Who Owns The Rights To African Genomes?
By Ezinne Adibe
The relationship that the African continent has had with the Western world has been one governed by an asymmetrical power dynamic for at least 200 years now. Africa and its descendents, particularly those considered black, often receive the short end of the stick. Not only have there been problems with people from other countries entering the continent with the intent to colonize, but there have also been problems concerning internal conflict that is based on European ideas.
When one thinks of colonialism, one usually thinks of the forceful subjugation of people through violence. The idea that the collection of human genetic material, specifically from continental Africans, as well as their descendants in South, Central and North America, could be considered an extension of a colonial history and practice is something that many human rights and African-centered groups have yet to explore extensively.
According to physician and biological anthropologist Dr. Shomarka Keita, who is affiliated with Howard University and the Smithsonian Institute, “the control of people’s bodies, their minds and ideas was a part of the whole colonization process,” he said. “We should not forget that some Africans were put on display in museums, as in New York. People were treated as specimens.”
Keita went on to explain that Asians and Native Americans criticized the Human Genome Diversity Project (HGDP) in the early 1990s. These groups were against the collection of their DNA on the grounds that they were disappearing. One of the points of contention was that if these scientists were truly ethical and concerned, they would help them survive and worry about collecting their DNA later. “These people were basically saying that they didn’t want to be memorialized in a laboratory,” said Keita.

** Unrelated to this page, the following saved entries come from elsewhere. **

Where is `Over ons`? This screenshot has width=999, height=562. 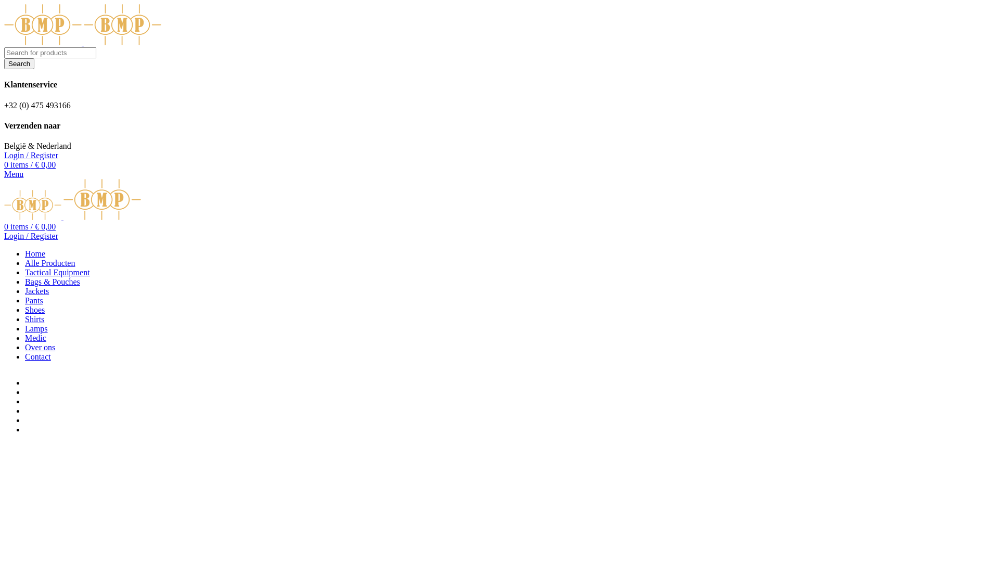 Over ons is located at coordinates (40, 348).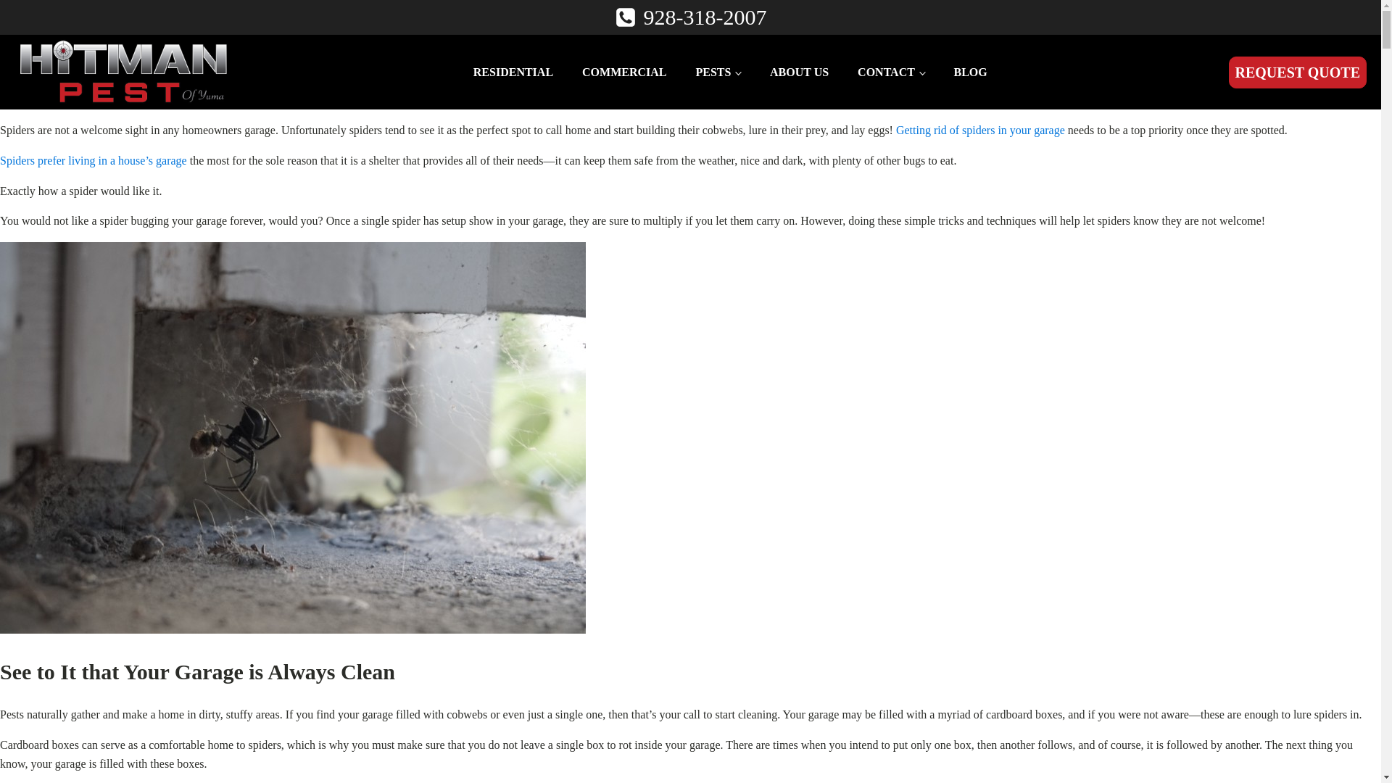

Even so, African nations, scientific bodies and individuals do not seem to have resisted having their DNA used for “diversity studies,” as evidenced by the scientific literature. Interestingly, there are almost never any African names on these papers.
The Ethics of Curiosity & Informed Consent
The extraction of DNA information from Africa is often done without truly informed consent, according to Keita. “People are not taking into account that it was Western science that was also responsible for many of the negative stereotypes and exploitation of African people,” he said. “When consent is obtained, people are not reminded of this exploitation.”
Henrietta Lacks Finally Gets Recognition 60 Years After Death
Like many forgotten heroes of the past, Henrietta Lacks finally got a headstone this past weekend. The southern tobacco farmer and cancer victim, who died 60 years ago, is credited to have cells (taken without her knowledge) that scientists used to developed the modern polio vaccine, in vitro fertilization, cloning and gene mapping.